More than 30 years ago, an unremarkable afternoon at a crowded McDonald’s just north of the Mexican border was interrupted with gunfire. And after all this time, the pain is still fresh.
Las Vegas Shooting
With a memorial due for completion in just a few short months, excitement in Aurora, Colorado, is gradually beginning to stifle the somber lingering of grief.
Fifty-eight red roses, one for each person killed in the Oct. 1 shooting in Las Vegas, were raised toward the sky Sunday evening a vigil attended by about 300 people at the south end of the Strip to commemorate six months since their loved ones were killed and hundreds more injured.
The vigil, to be held near the site of the largest mass shooting in modern U.S. history, will honor the survivors and the 58 people killed at the Route 91 Harvest country music festival on Oct. 1.
Survivors of the Oct. 1 mass shooting in Las Vegas have about six months to apply for a state program that provides financial help to victims of violent crime.
Several hundred Las Vegas shooting survivors have yet to receive money from the Las Vegas Victims’ Fund.
A psychologist and firefighter who survived 9/11 will lead free programs this week on fostering emotional well-being, aimed at helping survivors and others affected by the Oct. 1 shooting in Las Vegas.
The state of Nevada was urged to immediately apply for funds tucked into the $1.3 trillion spending bill for law enforcement costs incurred in the Las Vegas Strip mass shooting and subsequent investigation.
MGM Resorts released more than an hour of security footage of Oct. 1 gunman Stephen Paddock. In the Mandalay Bay videos released to the Las Vegas Review-Journal, gunman Stephen Paddock appears calm and collected as he begins executing the setup for the worst mass shooting in modern U.S. history.
Disappointment that the video didn’t reveal anything unusual about Stephen Paddock was but one response to the release of surveillance video from the Mandalay Bay in the weeks before the Oct. 1 shooting.
MGM Resorts released surveillance footage on Thursday of the man behind the Oct. 1 shooting in the days and hours beforehe fired upon a concert crowd from his room inside Mandalay Bay.
A sweeping $1.3 trillion spending bill to fund the federal government through September includes $16 million to assist law enforcement agencies with emergencies like the Oct. 1 mass shooting on the Strip, lawmakers revealed Wednesday.
The Vegas Strong Fund is still completing its needs assessment, fund chairwoman Jan Jones Blackhurst said.
The company that bartenders say hired them for the Route 91 Harvest music festival went out of business, resulting in an investigation surrounding its hiring practices and many bartenders claiming they didn’t receive proper pay.
Miriam Lujan, who Sue Ann Cornwell and her sister helped protect during the Oct. 1 shooting, brought her now 4-month-old baby boy to meet Cornwell at the Las Vegas Community Healing Garden.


_EXERCISE DIRECTIONS_
Check every line of the records below for the string "ffffff" and copy the ones that have it.

Figure dataset records:
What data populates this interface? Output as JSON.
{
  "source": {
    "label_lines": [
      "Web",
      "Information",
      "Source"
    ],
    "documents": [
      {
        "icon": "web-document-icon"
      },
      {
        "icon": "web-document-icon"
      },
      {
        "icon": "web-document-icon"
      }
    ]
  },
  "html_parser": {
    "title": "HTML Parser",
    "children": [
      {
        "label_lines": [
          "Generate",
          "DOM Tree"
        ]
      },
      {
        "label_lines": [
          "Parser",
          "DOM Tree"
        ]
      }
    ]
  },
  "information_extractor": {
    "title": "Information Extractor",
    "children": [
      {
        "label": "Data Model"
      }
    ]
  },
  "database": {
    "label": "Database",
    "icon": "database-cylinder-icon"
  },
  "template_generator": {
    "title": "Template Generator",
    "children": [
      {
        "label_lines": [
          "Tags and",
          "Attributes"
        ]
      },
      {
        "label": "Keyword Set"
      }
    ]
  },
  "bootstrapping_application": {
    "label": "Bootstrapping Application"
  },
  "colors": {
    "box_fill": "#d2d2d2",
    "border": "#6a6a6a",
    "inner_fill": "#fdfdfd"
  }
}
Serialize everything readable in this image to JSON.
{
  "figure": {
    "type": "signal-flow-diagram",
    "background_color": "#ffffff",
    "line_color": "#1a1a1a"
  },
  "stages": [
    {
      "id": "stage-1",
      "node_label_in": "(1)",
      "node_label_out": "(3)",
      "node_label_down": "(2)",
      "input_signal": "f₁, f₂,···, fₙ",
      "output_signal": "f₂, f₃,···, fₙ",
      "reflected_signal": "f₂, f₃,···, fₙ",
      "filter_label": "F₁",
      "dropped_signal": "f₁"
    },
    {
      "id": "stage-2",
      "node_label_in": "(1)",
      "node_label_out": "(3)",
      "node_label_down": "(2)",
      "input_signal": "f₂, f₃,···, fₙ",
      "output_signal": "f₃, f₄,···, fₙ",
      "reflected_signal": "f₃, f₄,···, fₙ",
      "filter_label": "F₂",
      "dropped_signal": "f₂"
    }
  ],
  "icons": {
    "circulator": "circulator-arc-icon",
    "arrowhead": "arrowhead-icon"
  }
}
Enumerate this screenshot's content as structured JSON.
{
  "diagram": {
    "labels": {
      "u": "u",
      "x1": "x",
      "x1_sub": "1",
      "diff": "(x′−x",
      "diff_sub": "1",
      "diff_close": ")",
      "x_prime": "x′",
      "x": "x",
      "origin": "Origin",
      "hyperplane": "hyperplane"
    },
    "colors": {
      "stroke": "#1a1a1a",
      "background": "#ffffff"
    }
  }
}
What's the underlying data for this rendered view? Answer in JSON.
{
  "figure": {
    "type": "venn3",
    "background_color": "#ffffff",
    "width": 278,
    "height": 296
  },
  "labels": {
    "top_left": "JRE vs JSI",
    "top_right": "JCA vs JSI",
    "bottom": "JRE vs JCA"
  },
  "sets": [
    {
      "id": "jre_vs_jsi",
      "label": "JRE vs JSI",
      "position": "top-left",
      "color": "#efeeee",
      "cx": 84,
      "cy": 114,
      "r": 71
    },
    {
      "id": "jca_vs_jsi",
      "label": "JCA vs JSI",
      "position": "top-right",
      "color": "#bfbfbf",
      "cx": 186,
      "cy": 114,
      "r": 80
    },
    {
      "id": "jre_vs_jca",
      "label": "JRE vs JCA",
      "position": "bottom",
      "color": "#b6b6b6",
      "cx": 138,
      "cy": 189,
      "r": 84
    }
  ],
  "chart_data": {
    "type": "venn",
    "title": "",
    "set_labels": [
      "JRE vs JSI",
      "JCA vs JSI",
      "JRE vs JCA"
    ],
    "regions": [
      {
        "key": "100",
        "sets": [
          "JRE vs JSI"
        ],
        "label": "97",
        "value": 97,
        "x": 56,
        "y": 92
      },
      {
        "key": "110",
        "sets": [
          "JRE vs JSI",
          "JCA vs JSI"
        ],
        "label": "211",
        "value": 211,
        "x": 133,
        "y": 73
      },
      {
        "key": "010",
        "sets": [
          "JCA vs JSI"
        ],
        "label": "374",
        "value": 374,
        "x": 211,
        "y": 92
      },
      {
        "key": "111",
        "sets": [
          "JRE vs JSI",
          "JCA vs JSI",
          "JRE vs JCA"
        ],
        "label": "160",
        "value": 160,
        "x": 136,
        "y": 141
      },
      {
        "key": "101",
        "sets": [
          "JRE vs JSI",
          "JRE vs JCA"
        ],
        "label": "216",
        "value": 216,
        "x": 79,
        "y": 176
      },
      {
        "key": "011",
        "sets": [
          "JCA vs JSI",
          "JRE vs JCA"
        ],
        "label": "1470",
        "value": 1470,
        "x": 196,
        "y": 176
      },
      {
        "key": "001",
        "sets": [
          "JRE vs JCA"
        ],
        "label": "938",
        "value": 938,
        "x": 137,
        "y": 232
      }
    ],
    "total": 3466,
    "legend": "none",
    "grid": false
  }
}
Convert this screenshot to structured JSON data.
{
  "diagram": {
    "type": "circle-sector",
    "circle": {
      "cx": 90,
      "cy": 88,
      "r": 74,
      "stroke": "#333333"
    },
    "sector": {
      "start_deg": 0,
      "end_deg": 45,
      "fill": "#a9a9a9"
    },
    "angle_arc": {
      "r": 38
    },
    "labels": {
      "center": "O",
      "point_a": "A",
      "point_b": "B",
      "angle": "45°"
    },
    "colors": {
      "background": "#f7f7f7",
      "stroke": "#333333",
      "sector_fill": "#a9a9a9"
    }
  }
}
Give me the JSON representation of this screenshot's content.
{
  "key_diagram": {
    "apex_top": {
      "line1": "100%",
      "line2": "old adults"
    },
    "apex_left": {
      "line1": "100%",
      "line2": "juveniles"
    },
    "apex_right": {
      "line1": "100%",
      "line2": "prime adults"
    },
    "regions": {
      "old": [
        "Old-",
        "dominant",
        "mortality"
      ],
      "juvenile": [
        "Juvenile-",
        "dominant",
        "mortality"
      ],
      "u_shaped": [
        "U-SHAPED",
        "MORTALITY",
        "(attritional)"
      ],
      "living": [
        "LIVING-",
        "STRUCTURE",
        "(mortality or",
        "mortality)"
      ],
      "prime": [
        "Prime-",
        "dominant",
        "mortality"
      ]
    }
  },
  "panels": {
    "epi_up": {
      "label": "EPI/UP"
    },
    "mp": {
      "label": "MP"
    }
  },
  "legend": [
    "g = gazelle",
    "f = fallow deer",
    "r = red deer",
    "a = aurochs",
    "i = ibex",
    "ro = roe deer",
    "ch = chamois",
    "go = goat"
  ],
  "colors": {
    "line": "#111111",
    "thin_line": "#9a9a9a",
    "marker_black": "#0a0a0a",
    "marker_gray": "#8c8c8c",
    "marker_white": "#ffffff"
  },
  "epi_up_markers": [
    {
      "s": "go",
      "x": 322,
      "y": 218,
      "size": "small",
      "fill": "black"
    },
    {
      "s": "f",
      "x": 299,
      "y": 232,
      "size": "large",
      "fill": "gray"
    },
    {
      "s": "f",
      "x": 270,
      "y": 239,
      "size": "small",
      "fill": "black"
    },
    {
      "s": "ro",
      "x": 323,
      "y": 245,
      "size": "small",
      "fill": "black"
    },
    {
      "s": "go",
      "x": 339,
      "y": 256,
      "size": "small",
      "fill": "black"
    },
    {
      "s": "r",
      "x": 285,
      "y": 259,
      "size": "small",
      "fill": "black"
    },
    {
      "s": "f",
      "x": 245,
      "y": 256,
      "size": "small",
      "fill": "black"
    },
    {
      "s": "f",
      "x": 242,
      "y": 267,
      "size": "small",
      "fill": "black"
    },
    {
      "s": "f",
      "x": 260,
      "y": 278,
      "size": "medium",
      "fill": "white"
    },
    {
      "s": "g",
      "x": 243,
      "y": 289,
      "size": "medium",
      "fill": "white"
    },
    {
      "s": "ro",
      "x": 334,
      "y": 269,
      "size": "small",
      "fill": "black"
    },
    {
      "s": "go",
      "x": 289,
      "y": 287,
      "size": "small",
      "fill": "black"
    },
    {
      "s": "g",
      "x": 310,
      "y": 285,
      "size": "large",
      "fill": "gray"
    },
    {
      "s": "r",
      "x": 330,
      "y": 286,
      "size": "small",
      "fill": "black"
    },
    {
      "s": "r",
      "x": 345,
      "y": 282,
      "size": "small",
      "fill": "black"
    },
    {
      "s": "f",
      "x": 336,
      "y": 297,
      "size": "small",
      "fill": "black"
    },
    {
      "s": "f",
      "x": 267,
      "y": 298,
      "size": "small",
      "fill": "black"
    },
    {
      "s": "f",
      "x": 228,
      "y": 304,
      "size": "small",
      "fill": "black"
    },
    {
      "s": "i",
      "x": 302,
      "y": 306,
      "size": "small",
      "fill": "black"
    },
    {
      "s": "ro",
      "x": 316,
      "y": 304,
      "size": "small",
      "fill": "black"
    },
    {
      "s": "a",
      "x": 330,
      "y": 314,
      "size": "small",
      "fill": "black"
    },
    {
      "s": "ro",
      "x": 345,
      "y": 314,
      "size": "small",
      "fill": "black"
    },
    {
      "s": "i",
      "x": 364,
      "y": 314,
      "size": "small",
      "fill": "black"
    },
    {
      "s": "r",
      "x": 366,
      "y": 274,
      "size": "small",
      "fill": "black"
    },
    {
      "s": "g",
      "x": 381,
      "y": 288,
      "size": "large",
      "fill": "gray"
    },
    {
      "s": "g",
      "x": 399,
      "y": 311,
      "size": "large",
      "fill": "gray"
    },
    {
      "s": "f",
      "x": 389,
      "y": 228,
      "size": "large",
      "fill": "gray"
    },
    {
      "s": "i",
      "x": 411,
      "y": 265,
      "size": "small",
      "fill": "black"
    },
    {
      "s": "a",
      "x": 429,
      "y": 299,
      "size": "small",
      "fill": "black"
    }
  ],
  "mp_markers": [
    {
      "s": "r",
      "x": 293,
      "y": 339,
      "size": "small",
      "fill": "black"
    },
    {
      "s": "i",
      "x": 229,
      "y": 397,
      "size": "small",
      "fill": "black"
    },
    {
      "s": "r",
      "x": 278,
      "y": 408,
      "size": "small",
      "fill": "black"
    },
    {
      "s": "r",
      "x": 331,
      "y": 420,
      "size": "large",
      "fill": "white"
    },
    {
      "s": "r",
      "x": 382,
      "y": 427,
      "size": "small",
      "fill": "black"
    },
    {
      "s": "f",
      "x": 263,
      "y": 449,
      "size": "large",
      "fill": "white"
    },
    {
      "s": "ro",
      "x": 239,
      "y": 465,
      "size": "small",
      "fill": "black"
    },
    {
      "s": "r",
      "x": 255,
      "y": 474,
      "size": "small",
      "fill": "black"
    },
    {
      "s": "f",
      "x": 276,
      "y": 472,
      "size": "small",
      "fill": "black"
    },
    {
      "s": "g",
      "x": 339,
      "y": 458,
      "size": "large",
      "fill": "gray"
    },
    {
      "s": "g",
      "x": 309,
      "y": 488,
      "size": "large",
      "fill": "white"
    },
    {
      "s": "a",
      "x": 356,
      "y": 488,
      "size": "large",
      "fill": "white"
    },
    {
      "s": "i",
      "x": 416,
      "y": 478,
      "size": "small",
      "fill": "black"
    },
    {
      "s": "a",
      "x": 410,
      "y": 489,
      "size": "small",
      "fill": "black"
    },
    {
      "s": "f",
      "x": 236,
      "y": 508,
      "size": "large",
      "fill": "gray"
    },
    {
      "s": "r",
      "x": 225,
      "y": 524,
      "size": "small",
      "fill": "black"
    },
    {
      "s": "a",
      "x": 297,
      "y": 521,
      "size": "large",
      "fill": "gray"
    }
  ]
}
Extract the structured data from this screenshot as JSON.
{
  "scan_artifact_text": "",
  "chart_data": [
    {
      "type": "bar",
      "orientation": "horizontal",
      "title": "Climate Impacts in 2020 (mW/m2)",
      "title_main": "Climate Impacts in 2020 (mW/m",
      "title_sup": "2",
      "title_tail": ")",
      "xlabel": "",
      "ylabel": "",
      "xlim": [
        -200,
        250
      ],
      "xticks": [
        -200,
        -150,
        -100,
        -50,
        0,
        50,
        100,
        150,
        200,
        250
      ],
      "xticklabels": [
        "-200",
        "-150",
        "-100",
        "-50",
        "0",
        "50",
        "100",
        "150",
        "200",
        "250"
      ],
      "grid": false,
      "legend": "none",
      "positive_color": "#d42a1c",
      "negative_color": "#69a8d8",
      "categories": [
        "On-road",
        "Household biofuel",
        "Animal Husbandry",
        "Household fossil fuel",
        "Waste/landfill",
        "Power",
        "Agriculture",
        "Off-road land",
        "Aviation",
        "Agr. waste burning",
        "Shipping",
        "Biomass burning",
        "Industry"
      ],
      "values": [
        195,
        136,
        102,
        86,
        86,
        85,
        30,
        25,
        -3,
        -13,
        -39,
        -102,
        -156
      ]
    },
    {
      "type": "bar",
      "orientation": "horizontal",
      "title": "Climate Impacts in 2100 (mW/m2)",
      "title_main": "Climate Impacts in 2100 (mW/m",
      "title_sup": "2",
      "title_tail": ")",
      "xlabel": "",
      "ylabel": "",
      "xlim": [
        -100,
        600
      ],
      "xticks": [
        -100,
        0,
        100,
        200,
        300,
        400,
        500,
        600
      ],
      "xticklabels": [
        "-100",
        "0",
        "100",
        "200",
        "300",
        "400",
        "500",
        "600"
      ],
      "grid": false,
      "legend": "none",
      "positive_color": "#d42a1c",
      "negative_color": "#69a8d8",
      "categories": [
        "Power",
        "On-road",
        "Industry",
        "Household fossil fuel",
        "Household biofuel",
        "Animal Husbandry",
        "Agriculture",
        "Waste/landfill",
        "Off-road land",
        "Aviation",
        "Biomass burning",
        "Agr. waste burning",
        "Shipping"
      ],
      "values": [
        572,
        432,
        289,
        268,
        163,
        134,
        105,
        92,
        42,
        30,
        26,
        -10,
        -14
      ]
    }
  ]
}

_EXERCISE RESPONSE_
    "background_color": "#ffffff",
      "background": "#ffffff"
    "background_color": "#ffffff",
    "marker_white": "#ffffff"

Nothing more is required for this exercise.